The story is about a group of fighter pilots, the Aleutian Tigers, who defended Dutch Harbor and the Aleutian Islands from Japanese invasion in June 1942.

photo:Military

This survival vest, known as a "Mae West," is part of the collection on the Aleutian Tigers at the Alaska Aviation Heritage Museum. The Mae West vest is named after entertainer Mae West who was known for her busty figure. Mirrors and dye capsules are also part of the survival kit.
Star Photo by Jill Fankhauser
The history and hard-to-come-by artifacts from the secretive missions are now on display indefinitely at the Alaska Aviation Heritage Museum.

There is little information remaining from the Aleutian Campaign, including the Tigers’ dogfights. None of the planes remain and the missions were classified for several years, Novak said.

The events that happened along the Aleutian Chain in the early ’40s were kept secret for years, Novak said. Maybe the secrets were kept to prevent Americans from panicking at the news of a foreign invasion or maybe because of Alaska’s strategic place on the map, Novak said.

The collection began when another member of the Alaskan Commemorative Air Force introduced Novak to the Aleutian Tigers. As a retired Air Force colonel, history buff and veterans advocate who lives in Eagle River, Novak took it upon herself to find out more about the Tigers.

Novak approached the Alaska Aviation Heritage Museum to find out if the museum had any artifacts. They only had a few photos in an archive. The museum staff asked if Novak wanted to be involved in creating a display and she jumped at the chance.

For the last two and half years, Novak has pieced together information from archives and files she found at Elmendorf’s 11th Air Force history office, tidbits in books and personal collections in Alaska and the Lower 48.

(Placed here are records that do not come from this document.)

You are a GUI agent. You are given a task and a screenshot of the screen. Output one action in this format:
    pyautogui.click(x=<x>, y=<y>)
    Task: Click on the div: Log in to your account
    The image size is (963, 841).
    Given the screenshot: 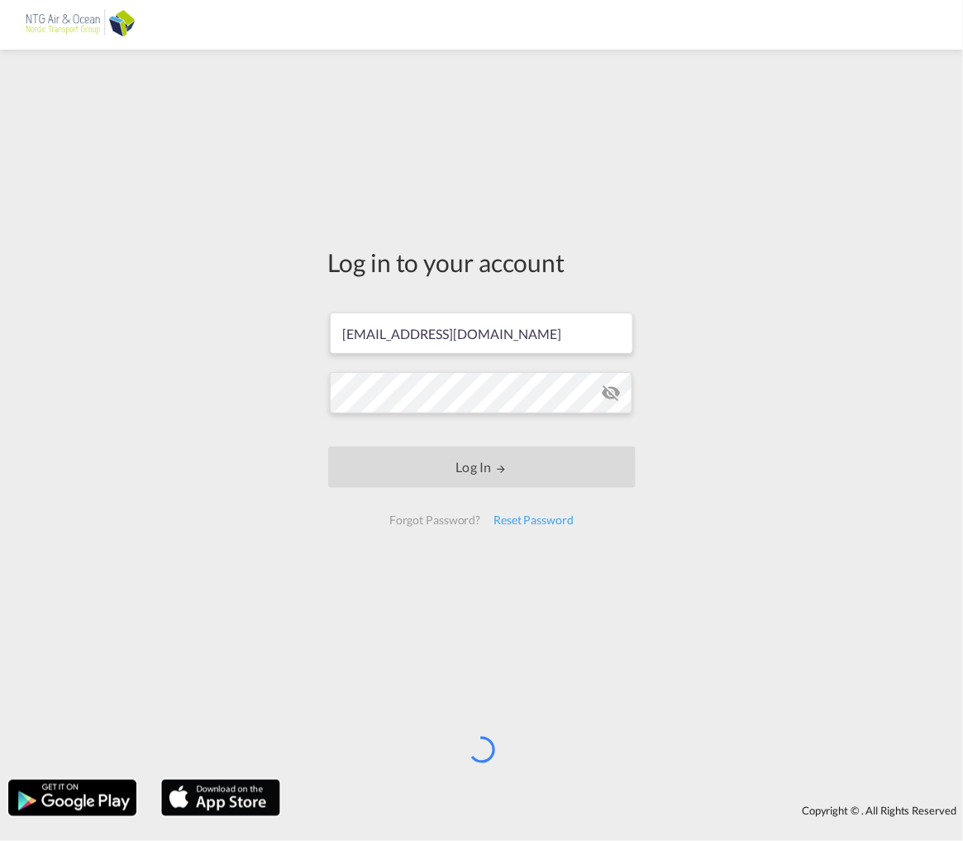 What is the action you would take?
    pyautogui.click(x=482, y=262)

The only information Novak had to go on initially about the Tigers was a few photographs of former Air Force Lt. John “Jack” Chennault, son of Lt. Gen. Claire Chennault and leader of the Aleutian Tigers. The father’s name is famous in World War II history for leading the original Flying Tigers in air assaults against the Japanese in China months after the attack on Pearl Harbor.

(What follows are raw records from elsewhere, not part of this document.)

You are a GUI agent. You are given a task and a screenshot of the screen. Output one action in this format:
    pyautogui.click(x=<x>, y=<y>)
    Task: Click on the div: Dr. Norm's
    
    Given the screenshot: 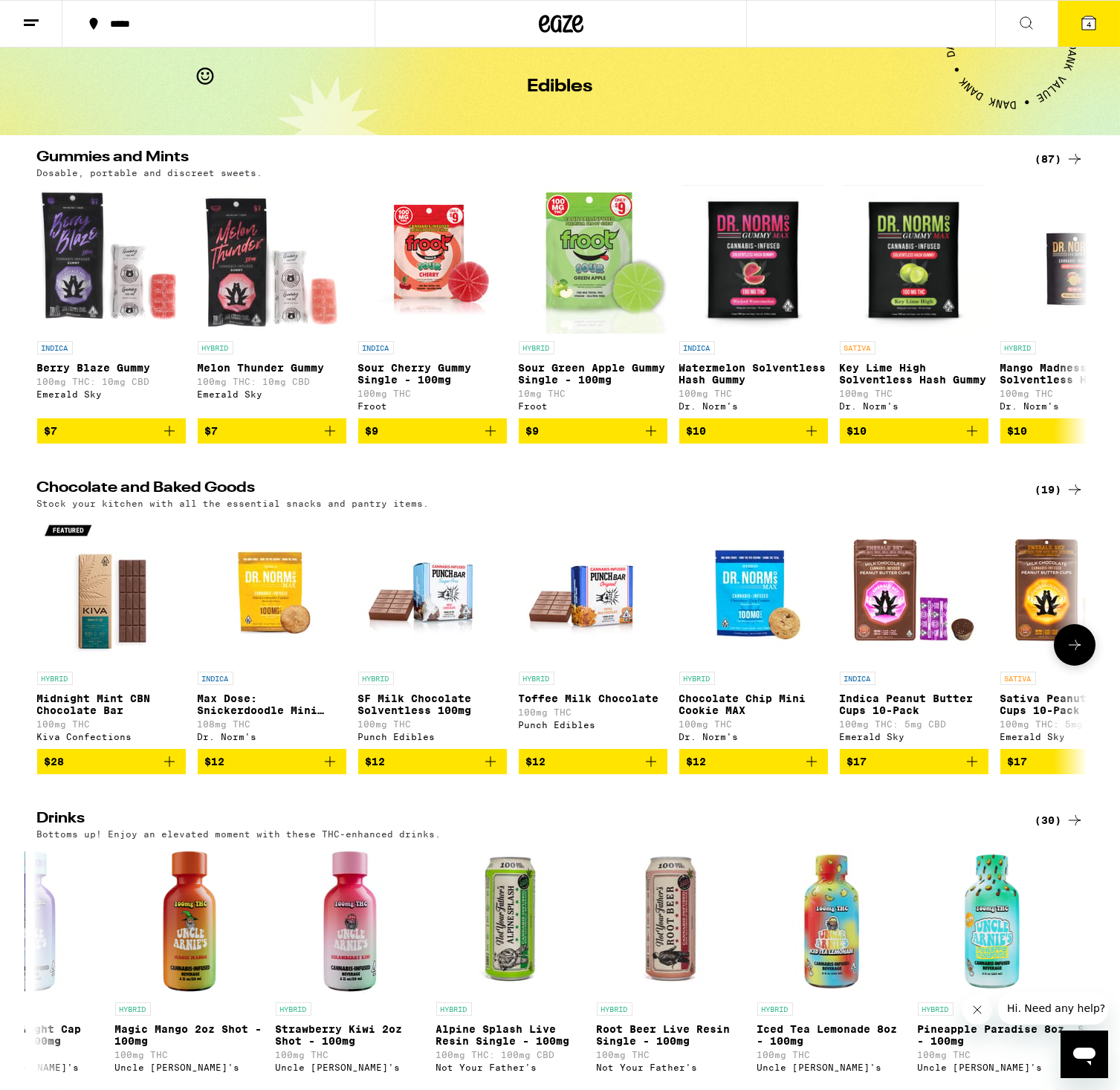 What is the action you would take?
    pyautogui.click(x=753, y=736)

Jack Chennault named his crew the Aleutian Tigers as a tribute to his father’s success and had tigers with fierce teeth painted on his planes

The Aleutian crews flew similar planes as the Flying Tigers flew in China, P-40E planes, which at the time were state-of-the-art fighter planes. They took on lighter Japanese Zero fighters, which could easily outmaneuver the P-40E. P-40Es were twice as heavy as the Japanese planes because of all their armament. Zeros had no armor around the pilots or gas tanks like the Americans. But once a Tiger caught a Zero, the pilot could easily take it down with its 50-caliber machine guns.

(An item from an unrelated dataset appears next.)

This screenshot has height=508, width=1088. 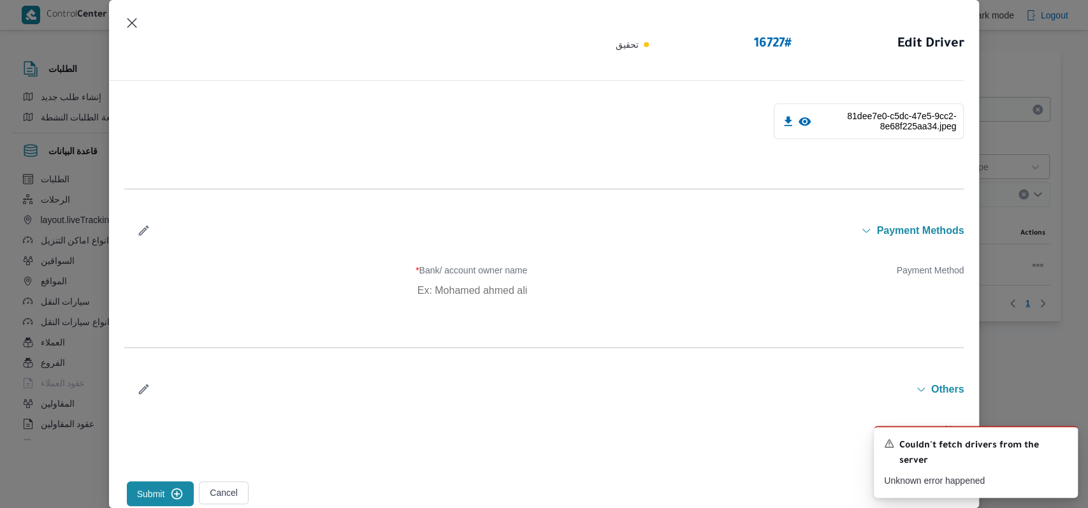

The Japanese made their way up through Cold Bay and Dutch Harbor. The Tigers fought them off.

“They were the only planes that got up to oppose the Japanese at Dutch Harbor,” Novak said.

The Tigers then escorted American bombers to Kiska and Attu, ending the Japanese invasion.

The confrontations with the Japanese aren’t as interesting to Novak as the survival of the pilots and planes as makeshift air bases and supplies. In one photo, a pilot wears a helmet from World War I, which was fought more than 20 years prior to the Alaskan assault.

Photos like that and others show crude air fields made from rolled-out steel, which either sunk into the tundra or rolled up under planes during take off, and the tough conditions the pilots endured during the war and invasion.

Novak is still learning more as she collects artifacts and history. She’s proud of the display and loves to share the stories.

“This is a story that Alaskans don’t know... we’re going to make them know the story,” Novak said.

The display inside the Alaska Aviation Heritage Museum is located at 4721 Aircraft Drive, near the Ted Stevens International Airport in Anchorage.

To learn more about the Alaska Veteran’s Museum visit www.alaskaveterans.com or to find out about the Alaska Aviation Heritage Museum and hours of operation, click on www.alaskaairmuseum.org.

Reach the reporter at jillfankhauser.@alaskastar.com.

This article published in The Alaska Star on Thursday, January 29, 2009.